First of all, I believe this film is a great example of documentary art and it has innovative approach of doing interviews. As a sense of documentary, this film is very informative, including lots of numbers, charts, historical footage, and government records; and most importantly, a personal aspect from one vital figure, McNamara. One interesting thing happened in this 2 hours film was that the 24 hours talk with McNamara was the only interview in this documentary. Instead of doing interviews with many people from different levels and standpoints, the director decided to talk and record McNamara exclusively. Someone might doubt the truthfulness or fairness of such documentary based on only one source. However, I think it has its own reason and the final product is powerful. Since McNamara is a key feature in all the big events like Cube Crisis, Cold War and Vietnam War, I think his own experiences and understandings are worth studying. A documentary that can record something in a neutral way and then leave the audience talking and thinking about it can be called a success. As what the director said in one interview, "I believe the movie was fair to him (McNamara). Maybe it didn't describe him, in every way, the way he wanted to be described. But the movie was not unfair, and he realizes that."

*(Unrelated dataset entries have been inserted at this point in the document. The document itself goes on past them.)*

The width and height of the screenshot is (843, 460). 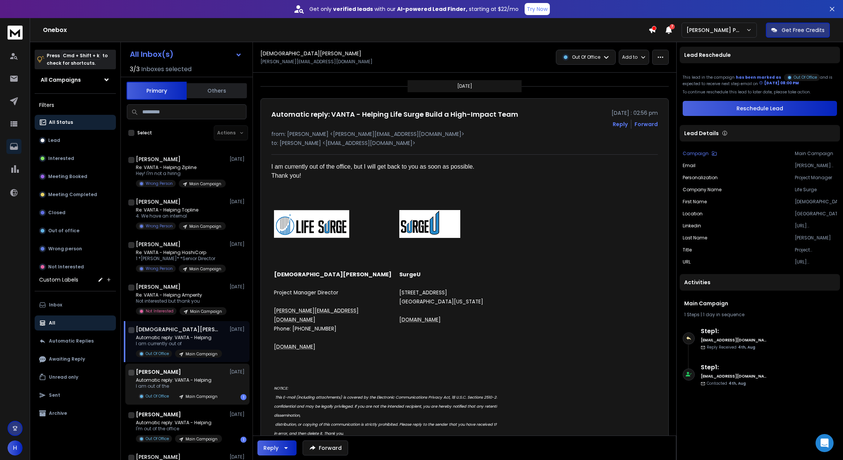 I want to click on button: H, so click(x=15, y=448).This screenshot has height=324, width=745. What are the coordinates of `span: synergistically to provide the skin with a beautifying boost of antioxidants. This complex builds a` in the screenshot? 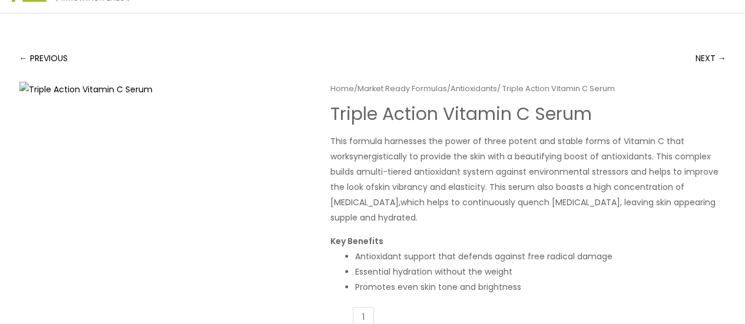 It's located at (520, 164).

As the stylistic way of doing interview, the film director Errol Morris, used a special device called "Interrotron". It allows the interviewee to look directly into the camera and talk. It is very powerful since audience can see directly to McNamara's eyes. And his laughs, his pointing finger, his hesitation, his body gestures, and of course his crying exposed directly to the public. I believe this interview format brings more life into the abstract idea of the interview. And the documentary appears a fair portrayal of the figure to me. I know Robert McNamara was always portrayed as a pushover, a war criminal, and even a dictator of war. And I don’t think the film is trying to figure out whether he is a bay guy or a good one. The film just recorded his talking in a very honest natural way, in a very close distance, that provides lots of information for audience to judge. From the film, I just see McNamara as an 85 years old man, very strong, very confident, and very emotional, as a normal human being whom experienced a lot in his past. I believe the movie does create a very complex portrait of a man, a very interesting one. And in that respect, I think it's a successful movie.

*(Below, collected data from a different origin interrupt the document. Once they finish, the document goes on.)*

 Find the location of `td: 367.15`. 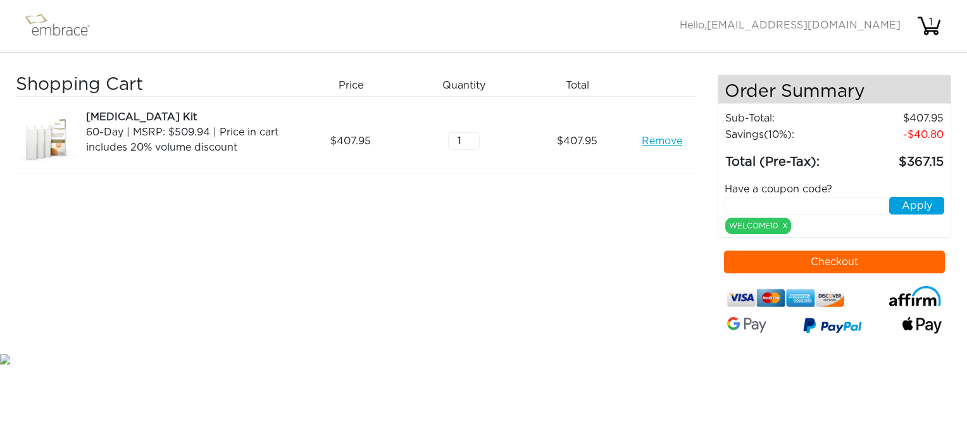

td: 367.15 is located at coordinates (895, 158). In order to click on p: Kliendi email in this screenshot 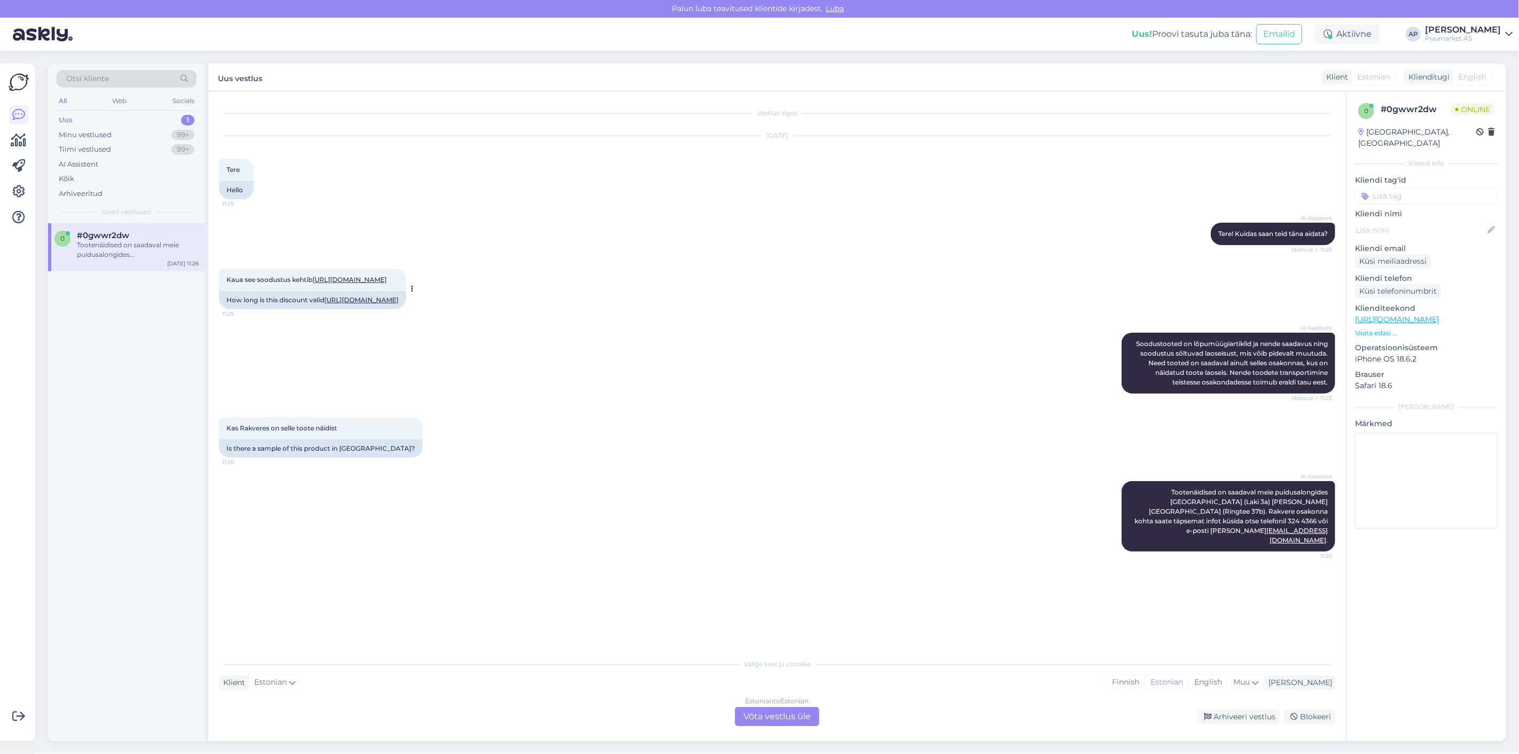, I will do `click(1426, 248)`. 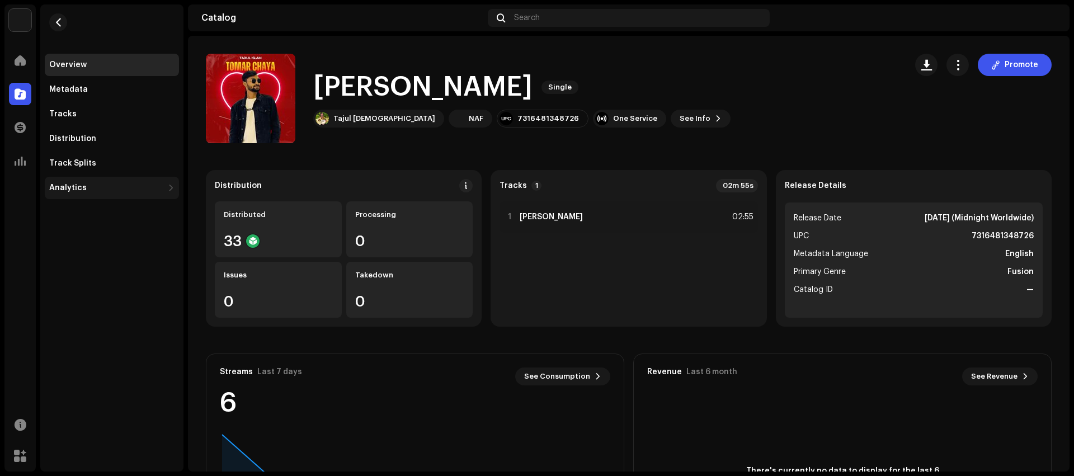 What do you see at coordinates (73, 163) in the screenshot?
I see `div: Track Splits` at bounding box center [73, 163].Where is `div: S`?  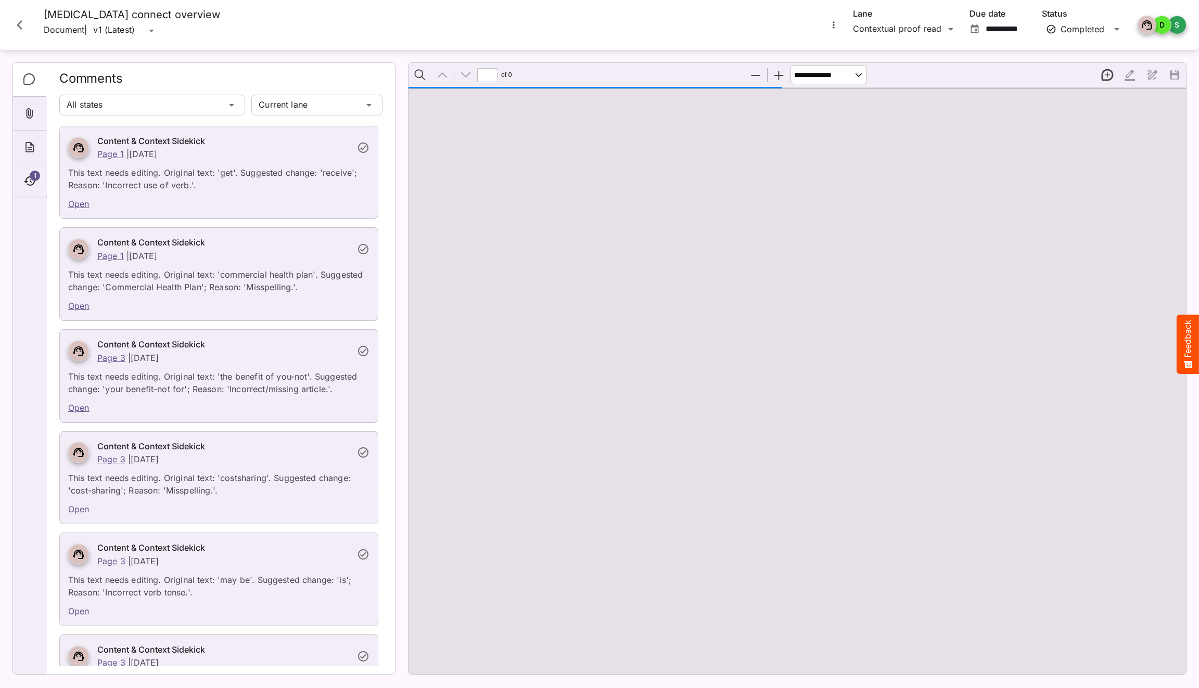 div: S is located at coordinates (1177, 25). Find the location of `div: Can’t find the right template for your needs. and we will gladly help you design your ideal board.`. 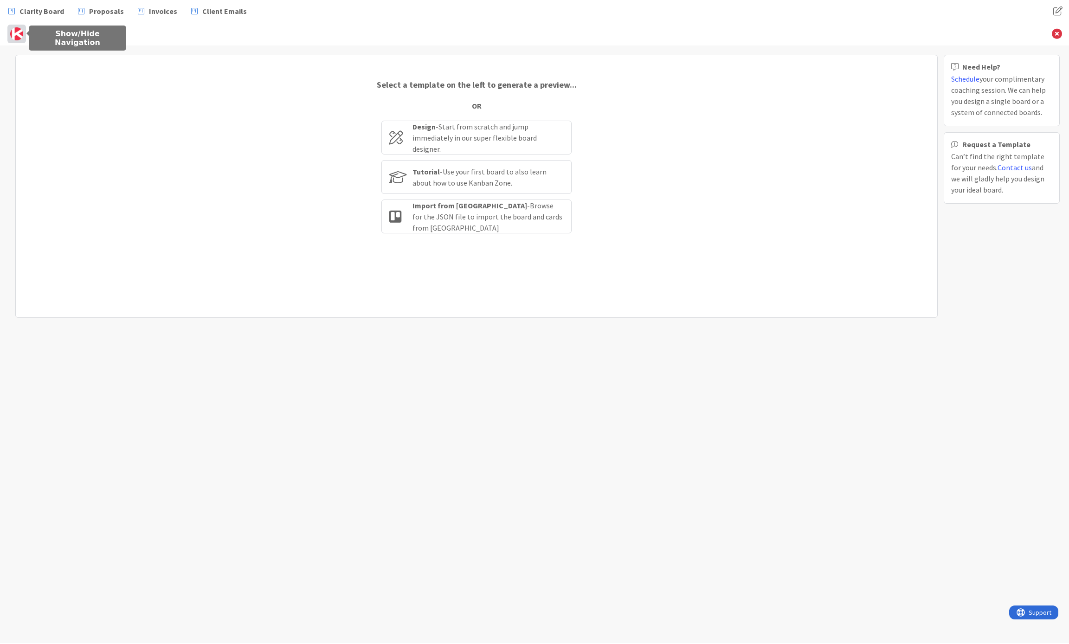

div: Can’t find the right template for your needs. and we will gladly help you design your ideal board. is located at coordinates (1002, 173).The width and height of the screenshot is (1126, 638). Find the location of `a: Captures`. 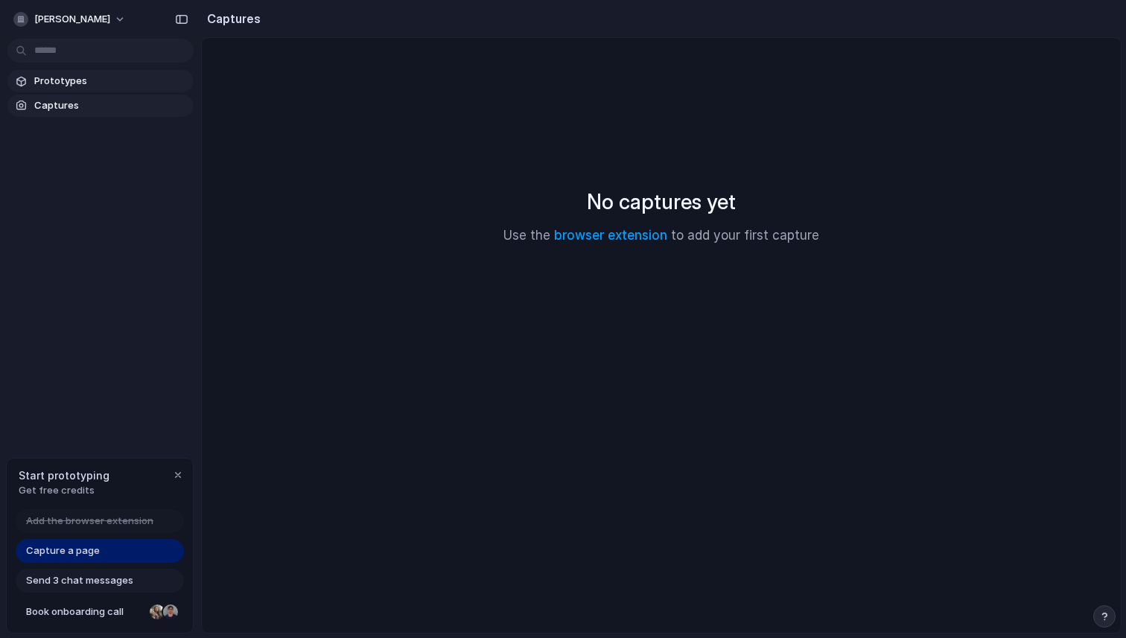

Besides, this film used lots of archival footageUnited States Cabinet conversation recordings, which are rarely seen in mainstream media. From this point, this documentary is very informative and based on thoughtful researches. The most valuable thing in this documentary is that the narratives or speaking were all come from McNamara. When he is telling us a very powerful and important story, there’s picture or a piece of footage on the screen showing the visual part of the story. I think the film did a great job in making the interviewee’s thoughts communicated visually. There’re effective use of showing numbers, charts, proportions, graphics, maps that make the saying more powerful. Especially the scenes that enlarged some numbers or certain words like “destroyed”, “murder”, “killed”, etc. The voice-over and the visuals combined in a way that a story is told, and made the story so powerful and readable.

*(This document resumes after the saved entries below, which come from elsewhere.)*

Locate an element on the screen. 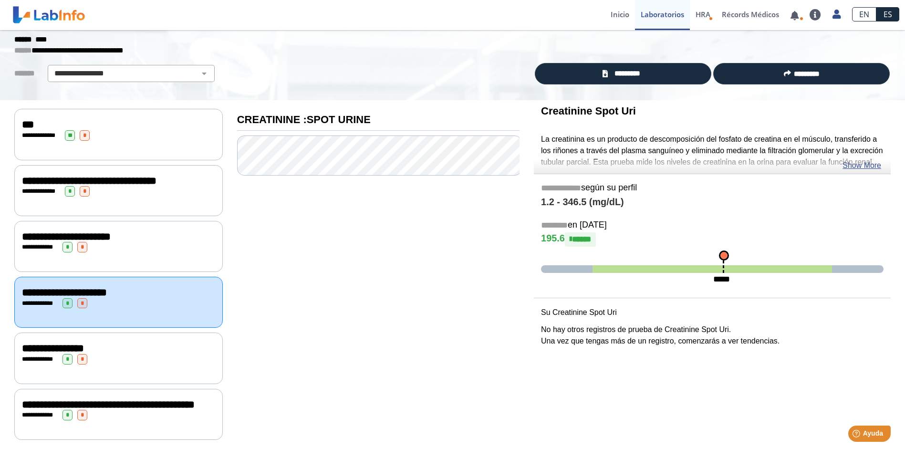  a: EN is located at coordinates (864, 14).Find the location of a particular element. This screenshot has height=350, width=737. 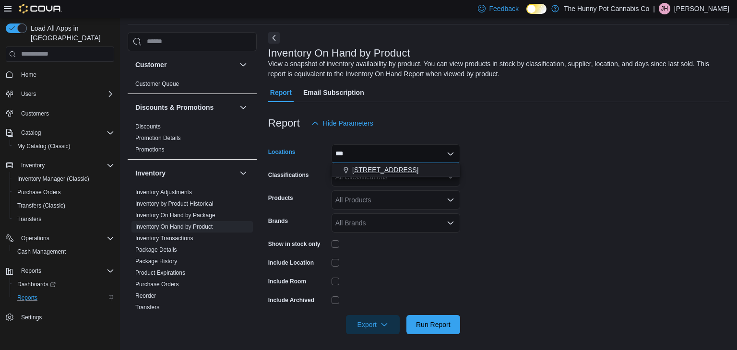

a: Reorder is located at coordinates (145, 296).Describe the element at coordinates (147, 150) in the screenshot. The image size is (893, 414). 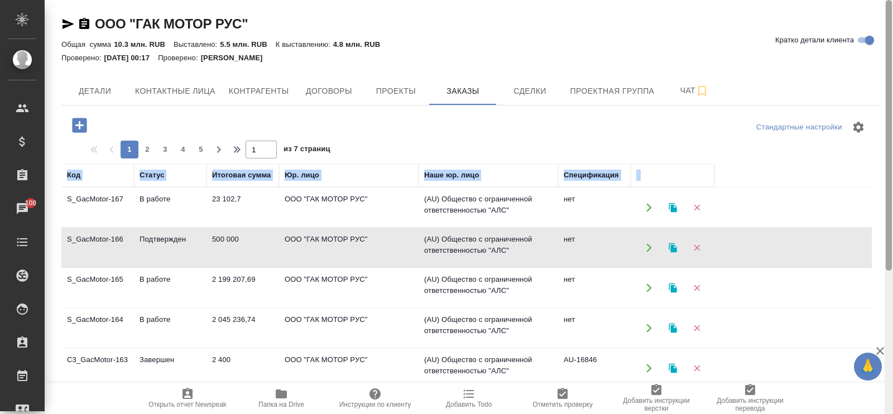
I see `span: 2` at that location.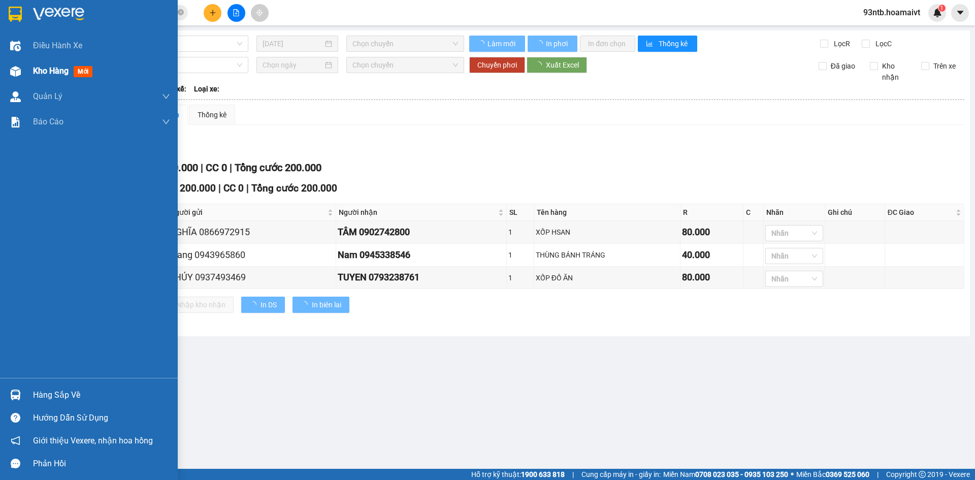 This screenshot has width=975, height=480. I want to click on th: C, so click(753, 212).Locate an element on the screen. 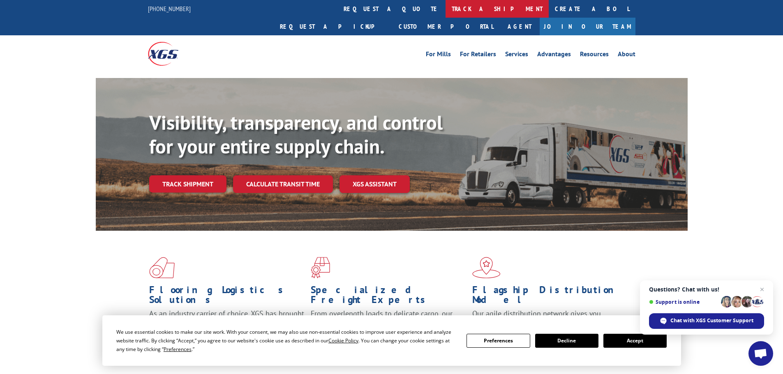  a: Track shipment is located at coordinates (188, 184).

Based on the above point, I also find something really interesting in this film.  Along with the voice-over from McNamara, between the conversation about wars and human mistakes, many pictures in the frame begin to have their own suggestions to the audience. For example, when McNamara’s talking about the cold war and America’s approach, the screen was showing a series of footage about rocket building, testing, lab activities. In such dialog environment, audience can easily connect those images with evil human power, the beginning of war, the end of moral laws. However, if the conversation were about the development of technology and economy, the imagery suggestions would be totally different. That just reminds me of the argument of photography from Susan Sontag in her book, Regarding the Pains of Others. Images can be easily manipulated for different political propagandas, and that can totally change the social impact of those pictures, and then change our views about interpreting the action of photography.